Backed by right-leaning, pro-Israel supporters who have circulated the report in numerous blogs and pointed to it during media interviews, top Israeli officials have charged Mr Goldstone of using the United Nations investigation that he headed into Israel's 22-day military operation in Gaza to cover up for his own botched human-rights record. Referring to Mr Goldstone's response that he was obligated as a judge to enforce South African law then, Danny Ayalon, the Israeli deputy foreign minister, compared him to the Nazis. He said recently: "I don't want to exaggerate, but these are the same explanations that we heard in Nazi Germany after World War II."

Reuven Rivlin, the speaker of Israel's parliament and a leading member of the governing right-wing Likud Party, condemned Mr Goldstone as a "man of double standards" and added: "Such a person should not be allowed to lecture to a democratic state defending itself against terrorists." In the US, Alan Dershowitz, a Harvard law professor who in January blasted Mr Goldstone as an "evil man" for his UN report, has now likened him to Josef Mengele, the notorious Nazi doctor who had conducted experiments on prisoners at the Auschwitz concentration camp and sent hundreds of thousands to their deaths. According to Mr Dershowitz, "a lot of people say we just follow the law ? that was Mengele's defence and that was what everybody said in Nazi Germany".

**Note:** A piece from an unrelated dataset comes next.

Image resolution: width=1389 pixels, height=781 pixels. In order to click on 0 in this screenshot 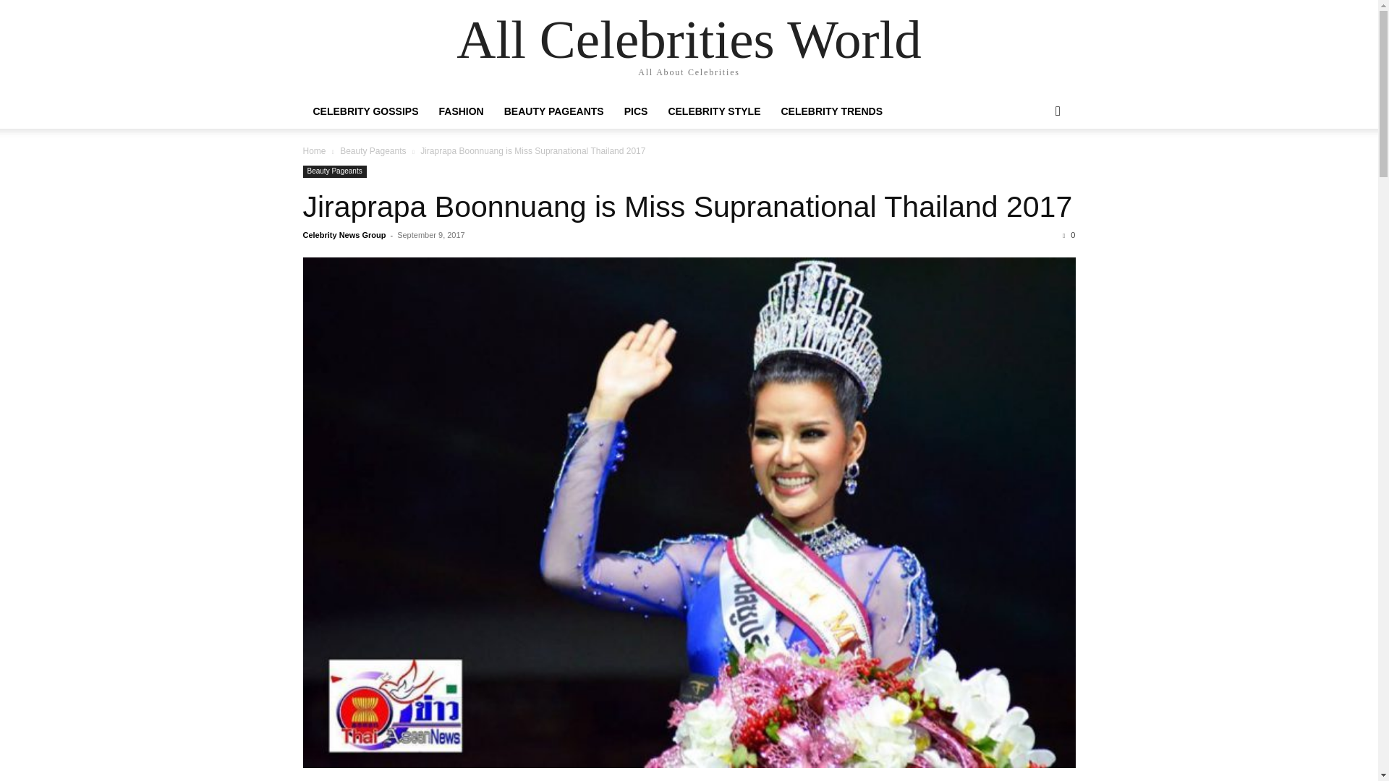, I will do `click(1068, 234)`.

Furthermore, Neal Sher, a prominent New York-based Jewish attorney and the former head of the powerful Jewish lobby group American Israel Public Affairs Committee, last week urged US officials to bar Mr Goldstone from entering the United States because of his judicial record in apartheid-era South Africa. Mr Goldstone has defended his actions. He told the Israeli daily newspaper Haaretz: "I took an appointment to the bench, as did a number of liberal judges, and we had to uphold the law of the country. It was a moral dilemma to do that, but the approach was that it was better to fight from the inside than not at all."

He added that he has always been against capital punishment, but had to adhere to South Africa's laws at the time and had sentenced two people to death for murders committed during armed robberies. He also said there were a number of death-penalty appeals that failed when he had served as part of a panel of three judges at the Supreme Court of Appeal from 1990 to 1994. His response has been supported by Arthur Chaskalson, a former chief justice of South Africa, who has called accusations of Mr Goldstone's complicity with the apartheid regime "absolute nonsense".

In a statement he issued with George Bizos, a long-time ally and lawyer of Nelson Mandela, who had served as South Africa's first black president after a 27-year imprisonment for his fight against apartheid, he added: "He was one of a small group of judges who did their best to mitigate the harshness of apartheid." The two also pointed to the fact that Mr Goldstone was appointed by Mr Mandela after the apartheid era ended in 1994 to the country's new constitutional court, in which he had served until his retirement in 2003.

Israel's critics have condemned the country's new campaign, claiming the country was itself a supporter of the apartheid regime. According to Sasha Polakow-Suransky, a senior editor at Foreign Affairs magazine, who has written a book on Israel's alliance with the apartheid-era government, Israel had served as South Africa's most reliable arms supplier from the mid-1970s until the early 1990s. By 1979, South Africa had become the Israeli defence industry's single largest customer, accounting for about one-third of military exports and dwarfing other clients like Argentina or Chile, Mr Polakow-Suransky wrote.

Human-rights groups have urged Israel to cease trying to divert attention away from the Gaza operation, which killed more than 1,300 Palestinians, and launch a credible investigation into the onslaught, as was recommended by Mr Goldstone's UN report last September. Hagai el Ad, executive director of the Association for Civil Rights in Israel, wrote in Haaretz: "We can stick pins in the Goldstone voodoo doll as much as we want to, but when we wake up tomorrow morning, the very same reality will still be there. Morally speaking, it's high time for our wake-up call ? for truth-seeking instead of desperately, cynically, self-servingly trying to hide it - and hiding from it."